During the archbishop’s tour, students demonstrated various devices used to communicate in Braille, including a state-of-the-art digitized notetaker that is “basically a computer for the blind,” sixth-grader Kyla explained to Archbishop Pérez.

“You can create documents, send emails, watch the internet and even check the time,” she said.

“But instead of using your eyes, you’re using your hands,” remarked the archbishop. “That’s amazing.”

Passing through the school’s library, Archbishop Pérez was equally impressed by a Braille version of the Catholic Bible, which filled 45 large binders and required an entire five-shelf bookcase for storage. Because of the writing system’s configuration, Braille texts tend to be voluminous, Sister Lisa said.

Yet greater still is the strong sense of community prevails at St. Lucy, she said.
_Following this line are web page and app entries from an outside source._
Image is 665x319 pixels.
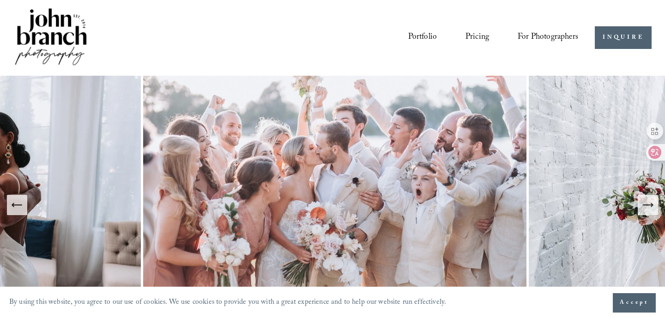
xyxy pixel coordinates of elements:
button: Previous Slide [7,195,27,215]
a: folder dropdown [518,29,578,47]
a: INQUIRE [595,26,652,49]
img: John Branch IV Photography [13,6,88,69]
span: For Photographers [518,30,578,46]
a: Portfolio [408,29,437,47]
button: Next Slide [638,195,658,215]
span: Accept [620,298,649,308]
button: Accept [613,293,656,313]
p: By using this website, you agree to our use of cookies. We use cookies to provide you with a grea... [9,296,446,310]
a: Pricing [466,29,489,47]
“They’re a delightful bunch of students,” said Sister Lisa. “They know they’re protected here.”

St. Lucy has been “a great addition” to Holy Innocents Parish, said pastor Father Thomas Higgins.

“Our kids walk side by side with their students,” he said. “There’s a beautiful symbiosis between the two schools, working and playing and learning together.”

Archbishop Pérez concluded his visit by celebrating Mass at Holy Innocents with the students and staff of St. Lucy. In his homily, he compared the students to the day’s saint, Juan Diego, who beheld Mary’s apparition as Our Lady of Guadalupe in 1531.

“You and Juan Diego have something in common,” said Archbishop Pérez. “And that is that you are able to see what most of us can’t see.”

Like St. Juan Diego, whose visions were not shared by those around him, “you can see a lot more than what we can see,” said the archbishop. “You’ve been given that gift too: you see in a different way.”

That awareness should be embraced, even and especially in a world that often dismisses the talents of those with disabilities, he said.

“When anybody says to you, ‘You can’t see,’ you say to them, ‘I beg your pardon; I actually see what you can’t see,’” said Archbishop Pérez, adding, “you are definitely so precious in the sight of God.”